AT THE HEART OF THE ROAD TRANSPORT INDUSTRY.

Call our Sales Team on 0208 912 2120

JANUS

24th May 1963, Page 60
24th May 1963
Page 60
Page 60, 24th May 1963 — JANUS
Close
Noticed an error?
If you've noticed an error in this article please click here to report it so we can fix it.

Which of the following most accurately describes the problem?

WRITES

Institutions have a habit outliving their inspiration'

APART from comments in the technical journals, scarcely a ripple has marked the disappearance on May 1 of the National Road Transport Federation, after some 18 years. In a way, this is even more remarkable than the dissolution itself. At first glance it seems natural, if not inevitable, that road transport operators would wish to link themselves together for common action over a wide field. This is certainly how the situation presented itself to the leaders of the industry during the late 'twenties and early 'thirties. Most of the associations then set up catered for all goods operators, and in some cases for passenger vehicle operators as well.

In retrospect the reasons are clear. Commercial vehicle users had a common enemy in the railways, who were trying with all the considerable influence at their command to have restrictions and handicaps imposed upon their "upstart" competitors. There was no licensing system creating artificial barriers between the various types of operator, as is the case today. The urgent need was for unity among the road transport companies, growing more numerous each day but largely unrepresented in the seats of power.

What has happened since 1930 to change the situation? The effect of the licensing legislation has been important. It divided goods carriers into two broad groups and set the passenger vehicle operators completely apart. After the war, the threat of nationalization drew the industry together again for common protection; but once again the treatment meted out to each of the three categories was different, and each found it more convenient to fight by itself or seek other allies. In the meantime (in 1945) the federation had been formed and launched. In the atmosphere of mutual congratulation surrounding its early years, the tendency was to take, its functions for granted and not to inquire 'too closely into their importance.

Institutions have a habit of outliving their inspiration. The original impetus towards unity had largely died away before 'the Federation was born. There was general awareness of the fact that the empire of the railways was crumbling. The main purpose in getting together had changed. The urgent need now was to make the public and the Government realize that they were now living in a road transport economy and that they had to accept the consequences. An adequate road system must be provided quickly and forward planning of towns and other communities must be in a direction where full use could be made of the many advantages that road transport could give.

From the viewpoint of today, a federation of road operators might have seemed the organization ideally suited to the new task. Attacks by pressure groups have not been taken seriously, especially when the group (while obviously seeking the interests of its own members) has an aim that is simultaneously for the benefit of the community. Road operators, and everybody else as well, would gain from a more up-to-date approach to transport questions. The Federation did not neglect this aspect of its work. It collected information from its members, submitted proposals

r t 0 to the authorities, kept in touch with interested politicians, took a keen interest in vehicle matters, and in other ways behaved as a typical pressure group.

More was required, however. The inculcation of a proper attitude towards roads called for a crusade. The constituent bodies making up the Federation had other problems on their hands. In general, they saw that the crusade would be to their advantage, but from a purely selfish point of view the individual operator was not convinced that his personal gain would be commensurate with what he would be required to contribute.

STILL .FLOURISHING

Moreover, there was already in existence the British Road Federation, and it is instructive to understand why this body has flourished while the N.R.T.F. has given up the ghost. Road operators are members of the B.R.F., but it also has representatives of other road users, of the manufacturers of the vehicles, of the suppliers of the fuel they use, and of the makers of roads and road materials. Most of these interests can see an immediate advantage in better roads and in getting together to promote their construction. They constitute an ideal pressure group, with a worthwhile object that will also help them in their own activities.

An idealist might disagree. The critics who call the B.R.F. a pressure group invoke all the pejorative associations conjured up by the description. If they have a bias towards the railways, they are fortified in their criticism by the impossibility of envisaging a parallel body dedicated to rail instead of to road_ Such an organization would have' to include the producers of the rails and other equipment, the locomotive manufacturers, the National Coal Board, the railways themselves and various bodies representing road users.

A weakness would be the inability to produce a constructive policy, and in particular to propose seriously an expansion of the railways. As in the case of the National Council on Inland Transport, the hypothetical organization would be constrained to declare again and again that it had at heart the true interests of transport as a whole and that, through integration or divination or whatever process it might adopt, it was seeking a more rational distribution of traffic among the various forms of transport. The fact that the solution so persistently involved a transfer from road to rail would be considered as no more than a coincidence.

At least the railways can speak with a single voice. In the drive for better roads, the situation is more confused. The categories of road user are at times even in conflict with each other. Vehicle manufacturers and road builders approach the subject from almost opposite points of view, and would have very little contact but for the accident that one of them makes the surface on which the products of the other move. What binds these disparate interests together is the crying public need for more and better roads. The B.R.F. is performing an indispensable service to the community.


_What is required_
Give back every entry, exactly as written.

_Data records_
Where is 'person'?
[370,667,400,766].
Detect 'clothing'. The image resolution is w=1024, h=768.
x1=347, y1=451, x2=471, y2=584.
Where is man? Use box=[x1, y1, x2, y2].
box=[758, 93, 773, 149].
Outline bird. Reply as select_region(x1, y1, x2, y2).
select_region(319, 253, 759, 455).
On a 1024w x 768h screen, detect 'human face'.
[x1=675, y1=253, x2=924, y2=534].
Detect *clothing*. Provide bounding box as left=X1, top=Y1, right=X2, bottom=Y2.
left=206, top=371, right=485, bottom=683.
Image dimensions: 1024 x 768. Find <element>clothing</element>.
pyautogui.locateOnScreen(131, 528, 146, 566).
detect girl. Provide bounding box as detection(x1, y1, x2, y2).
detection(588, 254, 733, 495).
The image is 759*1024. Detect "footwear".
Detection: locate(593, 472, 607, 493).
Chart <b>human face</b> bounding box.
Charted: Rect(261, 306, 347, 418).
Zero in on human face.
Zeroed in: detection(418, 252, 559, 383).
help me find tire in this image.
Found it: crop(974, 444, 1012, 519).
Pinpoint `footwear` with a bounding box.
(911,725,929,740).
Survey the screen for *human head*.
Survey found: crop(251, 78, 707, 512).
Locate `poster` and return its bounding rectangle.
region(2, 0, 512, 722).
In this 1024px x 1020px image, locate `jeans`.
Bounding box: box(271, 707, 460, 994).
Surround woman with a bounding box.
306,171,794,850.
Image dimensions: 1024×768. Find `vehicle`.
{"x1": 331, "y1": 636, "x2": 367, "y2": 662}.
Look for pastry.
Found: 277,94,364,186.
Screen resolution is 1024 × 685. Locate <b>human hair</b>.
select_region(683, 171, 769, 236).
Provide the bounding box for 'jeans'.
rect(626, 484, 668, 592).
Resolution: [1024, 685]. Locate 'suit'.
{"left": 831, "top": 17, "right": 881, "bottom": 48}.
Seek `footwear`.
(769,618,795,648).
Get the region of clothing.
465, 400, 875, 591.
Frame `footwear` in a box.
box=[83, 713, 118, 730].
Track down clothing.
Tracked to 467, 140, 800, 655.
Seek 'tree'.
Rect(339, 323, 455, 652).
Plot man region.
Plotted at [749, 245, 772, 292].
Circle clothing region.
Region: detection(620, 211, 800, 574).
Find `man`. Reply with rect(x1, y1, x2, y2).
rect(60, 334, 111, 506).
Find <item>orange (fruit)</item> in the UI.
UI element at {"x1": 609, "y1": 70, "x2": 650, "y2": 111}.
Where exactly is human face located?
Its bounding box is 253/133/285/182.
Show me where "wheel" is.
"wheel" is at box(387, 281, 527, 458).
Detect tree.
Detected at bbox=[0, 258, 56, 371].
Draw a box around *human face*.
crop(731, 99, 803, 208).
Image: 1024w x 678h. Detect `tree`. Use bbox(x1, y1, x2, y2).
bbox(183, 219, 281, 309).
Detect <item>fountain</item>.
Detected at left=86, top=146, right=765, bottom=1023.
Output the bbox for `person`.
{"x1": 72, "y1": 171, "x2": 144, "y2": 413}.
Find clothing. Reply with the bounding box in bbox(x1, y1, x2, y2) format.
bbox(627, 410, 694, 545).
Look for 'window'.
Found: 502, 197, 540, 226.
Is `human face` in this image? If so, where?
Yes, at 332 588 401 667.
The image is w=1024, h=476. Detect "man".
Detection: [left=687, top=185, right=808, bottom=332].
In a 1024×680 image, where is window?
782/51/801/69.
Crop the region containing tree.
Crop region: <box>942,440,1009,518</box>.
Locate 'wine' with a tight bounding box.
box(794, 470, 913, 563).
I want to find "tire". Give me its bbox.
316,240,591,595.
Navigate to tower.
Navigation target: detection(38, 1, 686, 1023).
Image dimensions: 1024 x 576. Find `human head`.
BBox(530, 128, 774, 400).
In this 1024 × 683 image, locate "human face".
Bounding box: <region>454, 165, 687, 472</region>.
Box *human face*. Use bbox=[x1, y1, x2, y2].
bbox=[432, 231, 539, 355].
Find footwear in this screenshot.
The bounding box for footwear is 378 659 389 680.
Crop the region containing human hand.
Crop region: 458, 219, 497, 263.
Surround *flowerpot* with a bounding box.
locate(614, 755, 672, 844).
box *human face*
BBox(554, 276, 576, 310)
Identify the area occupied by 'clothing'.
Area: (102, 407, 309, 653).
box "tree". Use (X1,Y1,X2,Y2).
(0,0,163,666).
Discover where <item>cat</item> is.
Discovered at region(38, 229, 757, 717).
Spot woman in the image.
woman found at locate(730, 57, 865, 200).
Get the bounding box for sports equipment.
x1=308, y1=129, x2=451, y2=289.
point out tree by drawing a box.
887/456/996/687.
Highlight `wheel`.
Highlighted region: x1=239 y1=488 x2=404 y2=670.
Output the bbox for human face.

_Task answer_
Where is 'person'?
[370,667,400,766].
Detect 'clothing'. The image resolution is w=1024, h=768.
x1=347, y1=451, x2=471, y2=584.
Where is man? Use box=[x1, y1, x2, y2].
box=[758, 93, 773, 149].
Outline bird. Reply as select_region(x1, y1, x2, y2).
select_region(319, 253, 759, 455).
On a 1024w x 768h screen, detect 'human face'.
[x1=675, y1=253, x2=924, y2=534].
Detect *clothing*. Provide bounding box as left=X1, top=Y1, right=X2, bottom=Y2.
left=206, top=371, right=485, bottom=683.
Image dimensions: 1024 x 768. Find <element>clothing</element>.
pyautogui.locateOnScreen(131, 528, 146, 566).
detect girl. Provide bounding box as detection(x1, y1, x2, y2).
detection(588, 254, 733, 495).
The image is 759*1024. Detect "footwear".
Detection: locate(593, 472, 607, 493).
Chart <b>human face</b> bounding box.
Charted: Rect(261, 306, 347, 418).
Zero in on human face.
Zeroed in: detection(418, 252, 559, 383).
help me find tire in this image.
Found it: crop(974, 444, 1012, 519).
Pinpoint `footwear` with a bounding box.
(911,725,929,740).
Survey the screen for *human head*.
Survey found: crop(251, 78, 707, 512).
Locate `poster` and return its bounding rectangle.
region(2, 0, 512, 722).
In this 1024px x 1020px image, locate `jeans`.
Bounding box: box(271, 707, 460, 994).
Surround woman with a bounding box.
306,171,794,850.
Image dimensions: 1024×768. Find `vehicle`.
{"x1": 331, "y1": 636, "x2": 367, "y2": 662}.
Look for pastry.
Found: 277,94,364,186.
Screen resolution is 1024 × 685. Locate <b>human hair</b>.
select_region(683, 171, 769, 236).
Provide the bounding box for 'jeans'.
rect(626, 484, 668, 592).
Resolution: [1024, 685]. Locate 'suit'.
{"left": 831, "top": 17, "right": 881, "bottom": 48}.
Seek `footwear`.
(769,618,795,648).
Get the region of clothing.
465, 400, 875, 591.
Frame `footwear` in a box.
box=[83, 713, 118, 730].
Track down clothing.
Tracked to 467, 140, 800, 655.
Seek 'tree'.
Rect(339, 323, 455, 652).
Plot man region.
Plotted at [749, 245, 772, 292].
Circle clothing region.
Region: detection(620, 211, 800, 574).
Find `man`. Reply with rect(x1, y1, x2, y2).
rect(60, 334, 111, 506).
Find <item>orange (fruit)</item> in the UI.
UI element at {"x1": 609, "y1": 70, "x2": 650, "y2": 111}.
Where exactly is human face located?
Its bounding box is 253/133/285/182.
Show me where "wheel" is.
"wheel" is at box(387, 281, 527, 458).
Detect tree.
Detected at bbox=[0, 258, 56, 371].
Draw a box around *human face*.
crop(731, 99, 803, 208).
Image: 1024w x 678h. Detect `tree`. Use bbox(x1, y1, x2, y2).
bbox(183, 219, 281, 309).
Detect <item>fountain</item>.
Detected at left=86, top=146, right=765, bottom=1023.
Output the bbox for `person`.
{"x1": 72, "y1": 171, "x2": 144, "y2": 413}.
Find clothing. Reply with the bounding box in bbox(x1, y1, x2, y2) format.
bbox(627, 410, 694, 545).
Look for 'window'.
Found: 502, 197, 540, 226.
Is `human face` in this image? If so, where?
Yes, at 332 588 401 667.
The image is w=1024, h=476. Detect "man".
Detection: [left=687, top=185, right=808, bottom=332].
In a 1024×680 image, where is window?
782/51/801/69.
Crop the region containing tree.
Crop region: <box>942,440,1009,518</box>.
Locate 'wine' with a tight bounding box.
box(794, 470, 913, 563).
I want to find "tire". Give me its bbox.
316,240,591,595.
Navigate to tower.
Navigation target: detection(38, 1, 686, 1023).
Image dimensions: 1024 x 576. Find `human head`.
BBox(530, 128, 774, 400).
In this 1024 × 683 image, locate "human face".
Bounding box: <region>454, 165, 687, 472</region>.
Box *human face*. Use bbox=[x1, y1, x2, y2].
bbox=[432, 231, 539, 355].
Find footwear in this screenshot.
The bounding box for footwear is 378 659 389 680.
Crop the region containing human hand.
Crop region: 458, 219, 497, 263.
Surround *flowerpot* with a bounding box.
locate(614, 755, 672, 844).
box *human face*
BBox(554, 276, 576, 310)
Identify the area occupied by 'clothing'.
Area: (102, 407, 309, 653).
box "tree". Use (X1,Y1,X2,Y2).
(0,0,163,666).
Discover where <item>cat</item> is.
Discovered at region(38, 229, 757, 717).
Spot woman in the image.
woman found at locate(730, 57, 865, 200).
Get the bounding box for sports equipment.
x1=308, y1=129, x2=451, y2=289.
point out tree by drawing a box.
887/456/996/687.
Highlight `wheel`.
Highlighted region: x1=239 y1=488 x2=404 y2=670.
Output the bbox for human face.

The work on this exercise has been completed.